Synthetic fuels: climate-neutral mobility thanks to e-fuels?

07/09/2020

Leaving the car at home, switching to the bicycle or local public transport, perhaps even trying out car sharing: whoever is interested in environmentally friendly mobility has a number of options from which to choose. Above all, however, it is electromobility, in the opinion of many experts from the fields of industry and politics, which should contribute to slowing down climate change and to mitigating its consequences.

Electric cars promise a new form of climate-friendly mobility provided that they are manufactured and operated with electricity from renewable energies. However, there are still challenges that must be overcome if the battery electric car (BEV) is to prevail.

The charging station infrastructure needs to be further developed and expanded in most countries. Even the production of the batteries still today leaves behind a definite ecological footprint.
With their comparatively simple electric motors, the so-called BEVs or battery electric cars require significantly less maintenance overall than conventional cars with internal combustion engines. Consequently, experts expect decreasing work volumes in car workshops and also falling workshop sales if components such as transmissions or exhaust systems are no longer needed and do not have to be maintained.

Climate-neutral fuel

The so-called e-fuels – synthetic fuels produced with electricity from 100% renewable energies - appear to be a possible alternative here. In this process, hydrogen is first of all obtained by means of electrolysis of water -  with the help of regenerative electricity. Subsequently, carbon dioxide (CO2) is added to this sustainably produced hydrogen in a chemical process. Such carbon dioxide is taken from the air and/or released as a waste product from industrial processes. Combustion only produces as much CO2 as was taken from the environment during production – in other words we are talking a climate-neutral fuel. These processes are classified as "power-to-liquid" or "power-to-gas", depending on whether they produce liquid (PTL) or gaseous (PTG) fuels. However, even the production of the required starting materials currently still causes environmental pollution.

 

The advantage: e-fuels could theoretically be used in conventionally powered vehicles and could then make their combustion technology CO2-neutral. They could also be available from the existing network of filling stations for diesel and petrol – so no new infrastructure would have to be built.

E-fuels: a technology with potential – but one with plenty of room for improvement

However, its efficiency is currently only around 13 per cent because of the complex production process. In comparison to the diesel engine (efficiency up to around 45 per cent) and the petrol engine (up to around 30 per cent) – but above all in comparison to the electric engine (90 per cent efficiency), the technology still has significant shortcomings.

 

And furthermore, e-fuel is still expensive. Experts envisage that in Germany the price would be €4.50 per litre. But the situation was also once quite similar with battery electric vehicles, i.e. with electric cars: in 2013, for example, the price of lithium-ion batteries was still €400 per kWh, six years later it was only about a quarter of that.

 

Another problem is that in most countries there is a lack of sufficient renewable energy sources and also of capacities to produce e-fuels for a mass market. At least for now. In the medium term, e-fuels in vehicles with conventional drive trains could be on the roads side by side with BEV electric cars and fuel cell vehicles. The blending of e-fuels with fossil fuels is also an option. And in amongst all these possibilities, most experts agree on one point: in the foreseeable future it will not just be the one technology that ensures climate-neutral mobility, but a mix of different ones. And e-fuels could very well be another one of these exciting options.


The problem:
Could you say how many lines in the entries contain the string "area"? Give only that number.

(Records from a collection of figures)
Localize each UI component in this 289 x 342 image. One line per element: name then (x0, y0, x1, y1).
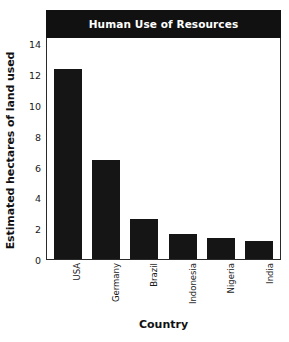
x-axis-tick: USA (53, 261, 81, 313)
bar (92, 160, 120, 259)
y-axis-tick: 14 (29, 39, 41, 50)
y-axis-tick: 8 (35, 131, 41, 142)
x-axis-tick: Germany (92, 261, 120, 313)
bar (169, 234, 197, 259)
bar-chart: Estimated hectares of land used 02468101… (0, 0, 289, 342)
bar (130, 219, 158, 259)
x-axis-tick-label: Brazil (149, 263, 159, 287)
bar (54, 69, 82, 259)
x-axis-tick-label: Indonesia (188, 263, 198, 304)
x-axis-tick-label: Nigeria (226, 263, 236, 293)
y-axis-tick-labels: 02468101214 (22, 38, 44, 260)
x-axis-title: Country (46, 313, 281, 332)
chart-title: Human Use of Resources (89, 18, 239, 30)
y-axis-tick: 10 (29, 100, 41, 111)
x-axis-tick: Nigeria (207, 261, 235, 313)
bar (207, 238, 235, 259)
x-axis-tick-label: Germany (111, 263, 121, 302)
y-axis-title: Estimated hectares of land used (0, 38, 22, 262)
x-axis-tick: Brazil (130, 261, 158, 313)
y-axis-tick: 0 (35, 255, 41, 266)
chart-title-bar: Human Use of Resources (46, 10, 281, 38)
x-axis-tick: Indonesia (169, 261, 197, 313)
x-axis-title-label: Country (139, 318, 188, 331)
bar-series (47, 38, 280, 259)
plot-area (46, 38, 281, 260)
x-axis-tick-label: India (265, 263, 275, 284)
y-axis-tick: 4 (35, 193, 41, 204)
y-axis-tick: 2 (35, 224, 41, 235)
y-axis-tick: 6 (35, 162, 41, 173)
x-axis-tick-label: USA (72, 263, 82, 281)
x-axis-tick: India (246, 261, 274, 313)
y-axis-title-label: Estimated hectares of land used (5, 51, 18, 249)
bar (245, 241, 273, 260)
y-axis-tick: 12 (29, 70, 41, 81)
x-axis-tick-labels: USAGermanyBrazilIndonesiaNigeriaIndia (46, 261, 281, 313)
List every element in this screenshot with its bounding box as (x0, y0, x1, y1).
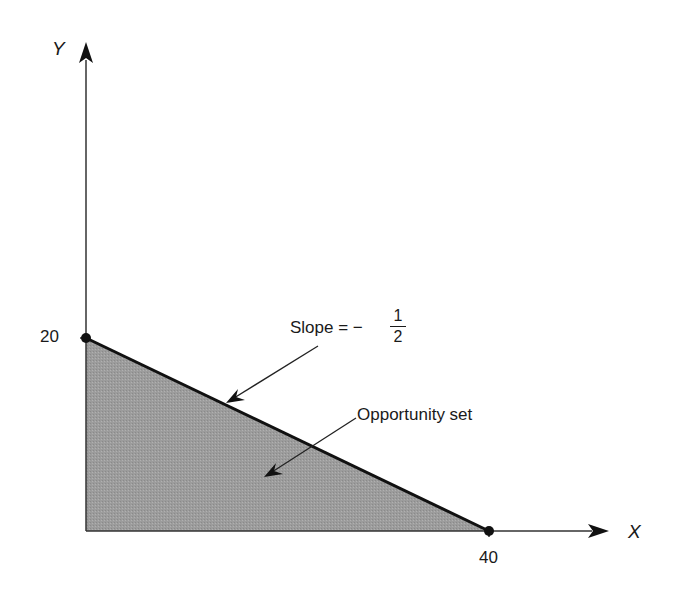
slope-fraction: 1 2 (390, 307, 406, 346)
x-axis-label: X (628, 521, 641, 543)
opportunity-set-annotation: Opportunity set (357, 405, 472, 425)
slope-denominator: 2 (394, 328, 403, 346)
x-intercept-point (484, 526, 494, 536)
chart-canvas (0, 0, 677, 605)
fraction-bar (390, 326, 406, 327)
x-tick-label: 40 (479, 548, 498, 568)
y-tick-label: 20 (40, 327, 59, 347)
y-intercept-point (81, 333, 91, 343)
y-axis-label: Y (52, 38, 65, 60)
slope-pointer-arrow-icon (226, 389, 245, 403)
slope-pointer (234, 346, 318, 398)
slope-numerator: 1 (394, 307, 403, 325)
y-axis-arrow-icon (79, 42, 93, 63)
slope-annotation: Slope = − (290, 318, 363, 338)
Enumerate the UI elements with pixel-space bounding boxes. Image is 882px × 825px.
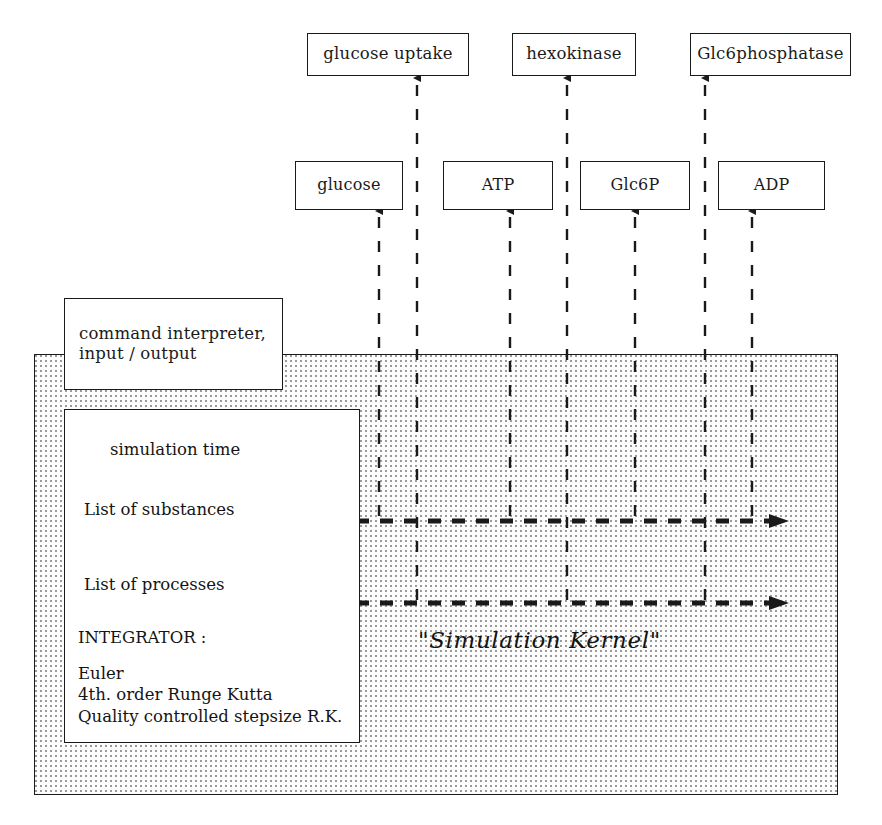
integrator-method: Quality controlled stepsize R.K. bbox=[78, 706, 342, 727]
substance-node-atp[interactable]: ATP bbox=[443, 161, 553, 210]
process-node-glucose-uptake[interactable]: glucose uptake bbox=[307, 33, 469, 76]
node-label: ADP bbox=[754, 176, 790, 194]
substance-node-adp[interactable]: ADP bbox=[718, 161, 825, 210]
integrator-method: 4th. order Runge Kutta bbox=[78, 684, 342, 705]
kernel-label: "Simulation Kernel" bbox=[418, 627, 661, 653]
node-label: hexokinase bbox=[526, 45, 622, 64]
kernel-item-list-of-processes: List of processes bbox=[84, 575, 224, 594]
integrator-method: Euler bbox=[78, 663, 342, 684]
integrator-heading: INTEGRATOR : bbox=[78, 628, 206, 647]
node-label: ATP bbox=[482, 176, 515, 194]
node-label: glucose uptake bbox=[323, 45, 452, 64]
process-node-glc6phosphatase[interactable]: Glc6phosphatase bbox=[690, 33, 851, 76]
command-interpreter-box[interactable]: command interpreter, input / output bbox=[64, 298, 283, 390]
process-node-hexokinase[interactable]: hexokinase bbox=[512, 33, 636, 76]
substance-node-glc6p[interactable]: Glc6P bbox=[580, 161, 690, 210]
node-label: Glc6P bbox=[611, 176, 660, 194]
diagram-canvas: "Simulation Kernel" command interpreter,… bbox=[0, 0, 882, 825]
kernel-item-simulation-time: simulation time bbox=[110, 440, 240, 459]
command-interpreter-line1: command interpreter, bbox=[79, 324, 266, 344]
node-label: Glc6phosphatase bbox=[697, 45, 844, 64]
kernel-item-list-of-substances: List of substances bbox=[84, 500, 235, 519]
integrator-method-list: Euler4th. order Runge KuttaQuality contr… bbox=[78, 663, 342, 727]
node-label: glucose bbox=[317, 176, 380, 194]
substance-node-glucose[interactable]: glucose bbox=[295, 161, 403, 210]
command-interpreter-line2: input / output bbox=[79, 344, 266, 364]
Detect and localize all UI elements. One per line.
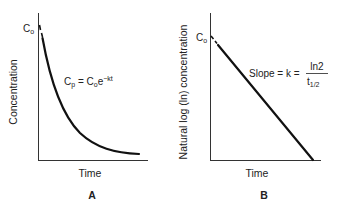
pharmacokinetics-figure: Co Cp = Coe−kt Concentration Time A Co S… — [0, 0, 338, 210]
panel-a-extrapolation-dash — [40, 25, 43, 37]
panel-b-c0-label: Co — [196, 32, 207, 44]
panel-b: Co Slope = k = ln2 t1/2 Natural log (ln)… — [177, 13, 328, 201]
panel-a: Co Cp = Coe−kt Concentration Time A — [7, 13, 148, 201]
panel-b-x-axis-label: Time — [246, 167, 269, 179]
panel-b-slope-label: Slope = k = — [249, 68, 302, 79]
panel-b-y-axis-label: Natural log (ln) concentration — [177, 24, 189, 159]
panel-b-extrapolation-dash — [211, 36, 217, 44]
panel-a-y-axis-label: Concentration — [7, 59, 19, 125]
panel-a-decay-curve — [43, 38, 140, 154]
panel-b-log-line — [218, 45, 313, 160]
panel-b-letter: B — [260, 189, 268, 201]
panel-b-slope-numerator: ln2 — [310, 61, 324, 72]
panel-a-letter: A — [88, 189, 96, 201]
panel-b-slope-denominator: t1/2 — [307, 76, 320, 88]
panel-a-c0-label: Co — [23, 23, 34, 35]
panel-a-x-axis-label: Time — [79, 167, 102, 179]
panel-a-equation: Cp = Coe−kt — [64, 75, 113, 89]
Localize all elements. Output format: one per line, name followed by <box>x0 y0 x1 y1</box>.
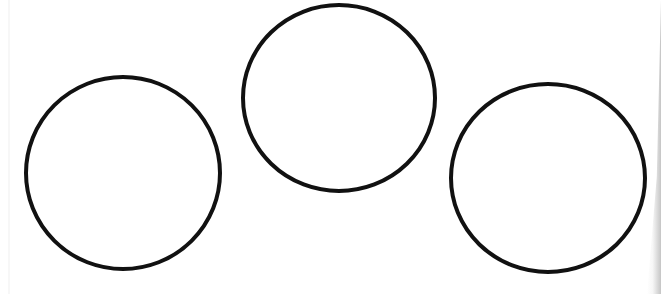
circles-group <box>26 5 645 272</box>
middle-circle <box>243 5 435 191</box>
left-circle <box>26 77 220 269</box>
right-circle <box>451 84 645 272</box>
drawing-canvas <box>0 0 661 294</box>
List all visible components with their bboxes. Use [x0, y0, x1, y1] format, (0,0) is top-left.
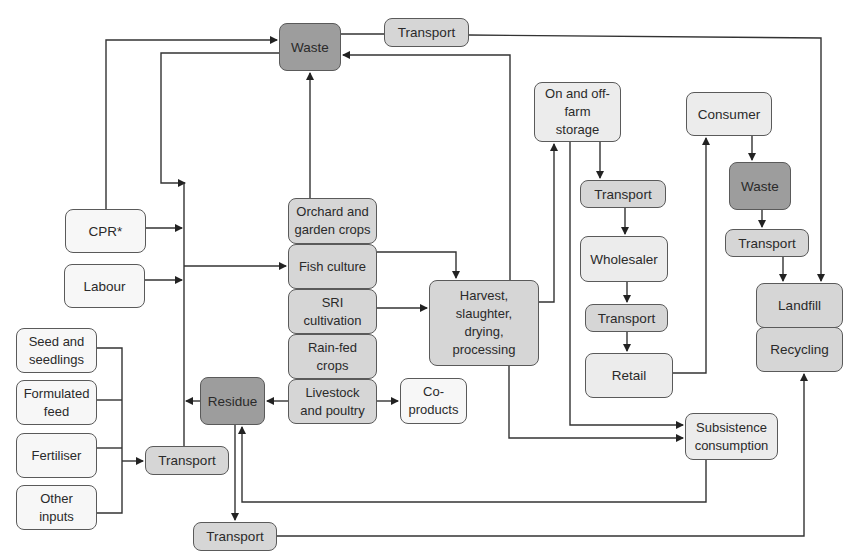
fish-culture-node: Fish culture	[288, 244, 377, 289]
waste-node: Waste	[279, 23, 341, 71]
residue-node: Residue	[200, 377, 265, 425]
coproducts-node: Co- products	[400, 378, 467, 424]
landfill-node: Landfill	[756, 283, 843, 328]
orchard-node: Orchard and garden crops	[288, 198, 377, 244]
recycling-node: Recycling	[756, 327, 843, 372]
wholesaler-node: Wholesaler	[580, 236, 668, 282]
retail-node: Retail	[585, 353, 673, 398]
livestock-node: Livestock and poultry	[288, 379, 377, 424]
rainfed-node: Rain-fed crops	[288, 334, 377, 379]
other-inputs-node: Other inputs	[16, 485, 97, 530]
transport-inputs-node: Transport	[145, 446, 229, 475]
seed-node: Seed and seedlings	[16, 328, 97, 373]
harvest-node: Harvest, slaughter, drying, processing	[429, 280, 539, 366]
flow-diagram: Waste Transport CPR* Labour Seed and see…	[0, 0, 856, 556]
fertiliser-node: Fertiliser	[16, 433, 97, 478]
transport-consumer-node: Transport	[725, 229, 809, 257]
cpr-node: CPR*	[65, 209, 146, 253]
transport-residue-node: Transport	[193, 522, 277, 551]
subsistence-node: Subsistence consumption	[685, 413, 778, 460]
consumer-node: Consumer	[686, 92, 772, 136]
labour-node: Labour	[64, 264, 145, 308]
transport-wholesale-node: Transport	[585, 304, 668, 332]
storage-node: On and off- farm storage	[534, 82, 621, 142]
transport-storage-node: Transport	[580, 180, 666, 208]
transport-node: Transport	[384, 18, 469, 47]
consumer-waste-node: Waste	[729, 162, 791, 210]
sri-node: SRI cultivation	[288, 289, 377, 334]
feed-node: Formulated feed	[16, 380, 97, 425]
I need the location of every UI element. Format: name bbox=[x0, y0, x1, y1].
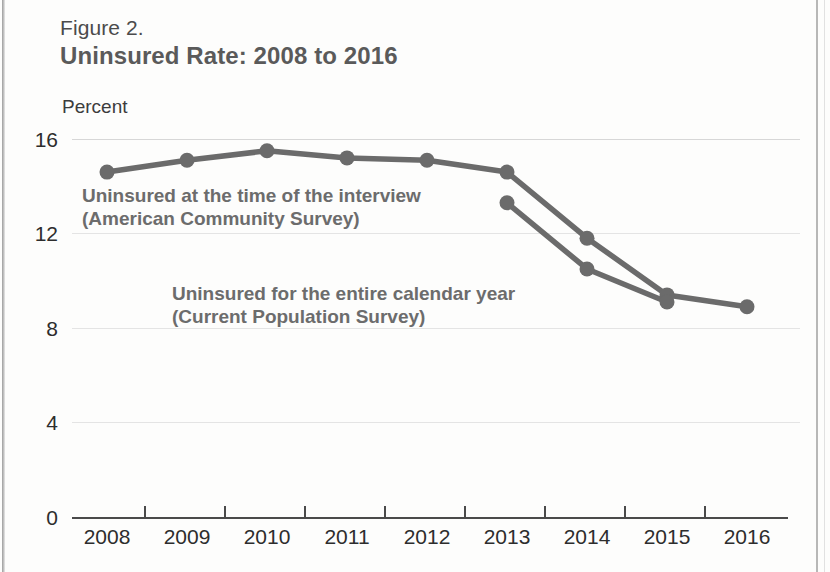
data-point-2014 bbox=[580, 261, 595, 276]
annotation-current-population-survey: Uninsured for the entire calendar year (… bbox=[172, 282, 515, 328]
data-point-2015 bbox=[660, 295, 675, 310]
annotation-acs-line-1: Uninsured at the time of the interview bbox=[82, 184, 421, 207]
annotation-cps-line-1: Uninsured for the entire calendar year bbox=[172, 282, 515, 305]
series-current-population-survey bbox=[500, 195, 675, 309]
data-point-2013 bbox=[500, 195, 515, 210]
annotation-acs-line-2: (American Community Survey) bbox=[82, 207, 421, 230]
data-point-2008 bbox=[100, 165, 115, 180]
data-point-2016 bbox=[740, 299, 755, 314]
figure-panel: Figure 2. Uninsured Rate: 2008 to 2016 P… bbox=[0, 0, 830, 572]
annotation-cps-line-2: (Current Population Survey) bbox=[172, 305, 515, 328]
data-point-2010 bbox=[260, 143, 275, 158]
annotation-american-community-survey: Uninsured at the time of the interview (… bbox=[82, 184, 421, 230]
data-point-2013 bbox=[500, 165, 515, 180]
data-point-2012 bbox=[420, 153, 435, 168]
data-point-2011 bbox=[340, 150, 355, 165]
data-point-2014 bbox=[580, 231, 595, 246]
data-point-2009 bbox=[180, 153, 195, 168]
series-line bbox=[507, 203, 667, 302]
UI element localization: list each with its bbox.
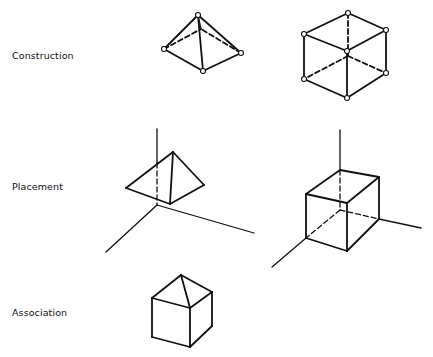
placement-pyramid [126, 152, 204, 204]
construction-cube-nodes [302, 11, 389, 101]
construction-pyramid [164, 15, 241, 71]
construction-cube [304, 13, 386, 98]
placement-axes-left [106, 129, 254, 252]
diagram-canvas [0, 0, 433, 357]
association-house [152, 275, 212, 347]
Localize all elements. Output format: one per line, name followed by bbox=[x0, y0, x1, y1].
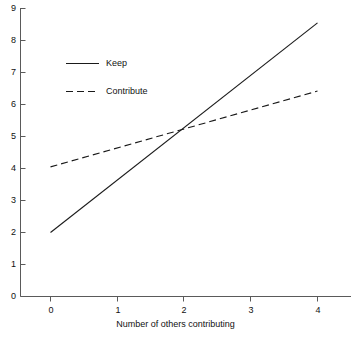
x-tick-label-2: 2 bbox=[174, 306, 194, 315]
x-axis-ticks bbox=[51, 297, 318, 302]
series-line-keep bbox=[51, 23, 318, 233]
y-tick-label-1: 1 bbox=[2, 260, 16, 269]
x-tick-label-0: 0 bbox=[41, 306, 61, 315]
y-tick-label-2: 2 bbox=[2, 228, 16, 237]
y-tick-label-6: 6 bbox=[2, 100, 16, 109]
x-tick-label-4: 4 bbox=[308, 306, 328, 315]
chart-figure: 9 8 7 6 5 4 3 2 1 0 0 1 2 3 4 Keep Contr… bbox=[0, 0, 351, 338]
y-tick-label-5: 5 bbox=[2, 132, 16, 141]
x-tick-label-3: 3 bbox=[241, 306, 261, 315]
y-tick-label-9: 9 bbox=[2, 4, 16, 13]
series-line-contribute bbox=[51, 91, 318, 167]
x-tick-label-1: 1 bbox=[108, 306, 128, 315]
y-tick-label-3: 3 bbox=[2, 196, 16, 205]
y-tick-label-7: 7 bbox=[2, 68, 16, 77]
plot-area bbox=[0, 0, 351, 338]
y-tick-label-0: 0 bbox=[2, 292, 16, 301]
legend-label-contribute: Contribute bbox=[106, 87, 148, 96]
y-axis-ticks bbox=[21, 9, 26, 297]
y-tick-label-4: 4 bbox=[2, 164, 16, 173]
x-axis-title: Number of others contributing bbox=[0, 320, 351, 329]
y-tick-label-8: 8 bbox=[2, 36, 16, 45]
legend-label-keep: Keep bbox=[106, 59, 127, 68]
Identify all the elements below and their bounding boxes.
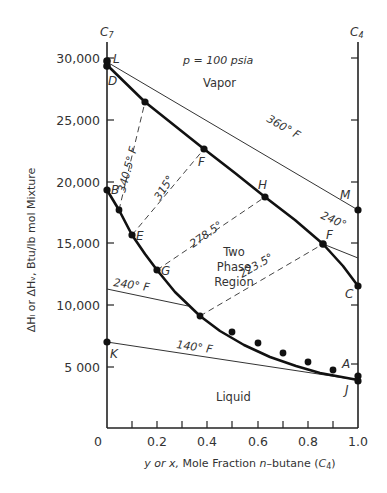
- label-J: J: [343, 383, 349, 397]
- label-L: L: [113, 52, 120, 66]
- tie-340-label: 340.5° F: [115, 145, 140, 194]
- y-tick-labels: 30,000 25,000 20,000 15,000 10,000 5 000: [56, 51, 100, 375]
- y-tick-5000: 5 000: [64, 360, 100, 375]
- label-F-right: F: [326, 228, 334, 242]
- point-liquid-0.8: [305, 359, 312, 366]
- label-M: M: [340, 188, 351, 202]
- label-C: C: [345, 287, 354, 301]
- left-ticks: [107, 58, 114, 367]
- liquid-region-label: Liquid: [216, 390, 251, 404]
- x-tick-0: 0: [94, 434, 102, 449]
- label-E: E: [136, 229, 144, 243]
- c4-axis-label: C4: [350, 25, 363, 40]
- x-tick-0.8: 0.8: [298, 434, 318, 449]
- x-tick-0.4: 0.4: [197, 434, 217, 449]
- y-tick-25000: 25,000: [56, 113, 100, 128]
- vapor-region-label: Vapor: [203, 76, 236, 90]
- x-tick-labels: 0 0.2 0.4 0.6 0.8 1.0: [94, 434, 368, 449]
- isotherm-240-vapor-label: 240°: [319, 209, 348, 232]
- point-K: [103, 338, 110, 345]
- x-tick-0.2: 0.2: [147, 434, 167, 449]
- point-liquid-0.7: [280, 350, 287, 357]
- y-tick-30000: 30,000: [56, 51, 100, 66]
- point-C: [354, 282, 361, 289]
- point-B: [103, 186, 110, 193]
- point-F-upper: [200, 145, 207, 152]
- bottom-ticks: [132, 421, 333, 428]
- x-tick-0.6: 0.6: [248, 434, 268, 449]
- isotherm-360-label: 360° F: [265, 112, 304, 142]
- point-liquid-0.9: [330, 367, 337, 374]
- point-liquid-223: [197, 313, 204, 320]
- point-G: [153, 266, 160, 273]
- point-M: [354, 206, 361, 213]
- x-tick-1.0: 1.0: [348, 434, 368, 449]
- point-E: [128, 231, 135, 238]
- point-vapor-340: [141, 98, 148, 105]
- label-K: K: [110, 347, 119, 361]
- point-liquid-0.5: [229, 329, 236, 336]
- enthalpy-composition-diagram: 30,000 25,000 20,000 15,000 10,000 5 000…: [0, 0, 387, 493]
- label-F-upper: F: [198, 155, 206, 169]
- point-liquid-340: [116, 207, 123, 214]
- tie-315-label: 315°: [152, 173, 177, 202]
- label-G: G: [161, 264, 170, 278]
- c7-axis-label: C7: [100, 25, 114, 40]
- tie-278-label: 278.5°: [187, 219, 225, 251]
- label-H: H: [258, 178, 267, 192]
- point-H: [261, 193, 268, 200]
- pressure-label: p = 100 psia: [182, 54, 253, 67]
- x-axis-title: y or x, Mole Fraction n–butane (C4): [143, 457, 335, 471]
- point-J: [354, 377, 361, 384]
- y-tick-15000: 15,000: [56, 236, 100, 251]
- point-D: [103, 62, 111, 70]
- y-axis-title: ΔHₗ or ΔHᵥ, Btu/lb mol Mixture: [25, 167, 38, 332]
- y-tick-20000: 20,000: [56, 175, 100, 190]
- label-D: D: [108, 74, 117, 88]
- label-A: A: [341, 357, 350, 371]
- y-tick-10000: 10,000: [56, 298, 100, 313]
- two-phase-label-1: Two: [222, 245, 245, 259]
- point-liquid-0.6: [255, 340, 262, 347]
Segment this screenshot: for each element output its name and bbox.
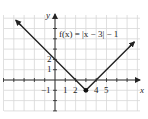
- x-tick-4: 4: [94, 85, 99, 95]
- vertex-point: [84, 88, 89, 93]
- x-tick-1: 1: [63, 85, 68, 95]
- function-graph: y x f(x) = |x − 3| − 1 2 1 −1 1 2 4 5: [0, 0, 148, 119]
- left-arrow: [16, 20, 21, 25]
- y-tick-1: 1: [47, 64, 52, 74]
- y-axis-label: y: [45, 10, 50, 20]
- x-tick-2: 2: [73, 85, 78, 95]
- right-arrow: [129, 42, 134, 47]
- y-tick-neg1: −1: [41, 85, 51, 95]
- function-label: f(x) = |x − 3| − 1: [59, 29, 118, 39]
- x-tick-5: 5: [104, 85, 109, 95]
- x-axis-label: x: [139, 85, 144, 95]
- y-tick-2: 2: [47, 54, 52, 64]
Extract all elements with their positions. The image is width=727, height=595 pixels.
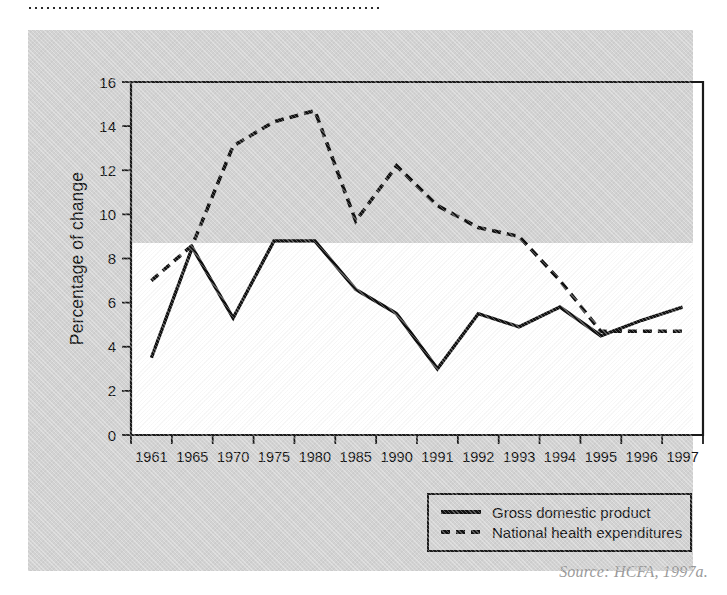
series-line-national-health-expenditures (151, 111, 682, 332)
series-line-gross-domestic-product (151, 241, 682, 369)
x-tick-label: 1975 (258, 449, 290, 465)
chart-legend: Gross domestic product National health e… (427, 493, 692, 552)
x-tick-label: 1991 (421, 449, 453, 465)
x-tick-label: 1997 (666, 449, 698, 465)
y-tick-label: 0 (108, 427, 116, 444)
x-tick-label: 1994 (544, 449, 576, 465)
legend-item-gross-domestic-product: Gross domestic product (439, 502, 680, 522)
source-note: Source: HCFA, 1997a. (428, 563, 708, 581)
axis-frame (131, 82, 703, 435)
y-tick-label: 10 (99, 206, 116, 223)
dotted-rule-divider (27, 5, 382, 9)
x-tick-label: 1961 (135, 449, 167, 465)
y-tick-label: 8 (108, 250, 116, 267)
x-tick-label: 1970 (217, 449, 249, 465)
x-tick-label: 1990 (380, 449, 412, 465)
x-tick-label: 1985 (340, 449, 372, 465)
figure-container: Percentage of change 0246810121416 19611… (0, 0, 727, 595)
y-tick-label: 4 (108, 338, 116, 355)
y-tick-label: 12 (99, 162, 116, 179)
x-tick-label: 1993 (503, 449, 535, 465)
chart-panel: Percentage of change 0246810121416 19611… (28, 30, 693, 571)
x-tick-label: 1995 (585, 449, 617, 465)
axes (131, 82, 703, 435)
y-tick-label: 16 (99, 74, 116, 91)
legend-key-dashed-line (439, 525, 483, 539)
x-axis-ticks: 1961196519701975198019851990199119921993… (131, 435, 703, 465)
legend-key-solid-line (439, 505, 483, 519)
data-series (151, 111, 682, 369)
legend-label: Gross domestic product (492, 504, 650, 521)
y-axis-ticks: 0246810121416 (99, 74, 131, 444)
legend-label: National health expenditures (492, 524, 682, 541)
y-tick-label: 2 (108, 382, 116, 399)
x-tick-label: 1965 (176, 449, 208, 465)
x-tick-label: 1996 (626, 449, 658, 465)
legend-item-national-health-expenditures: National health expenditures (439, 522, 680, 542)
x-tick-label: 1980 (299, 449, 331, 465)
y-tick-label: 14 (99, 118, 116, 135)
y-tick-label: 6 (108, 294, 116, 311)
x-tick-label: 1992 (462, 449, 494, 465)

Response:
2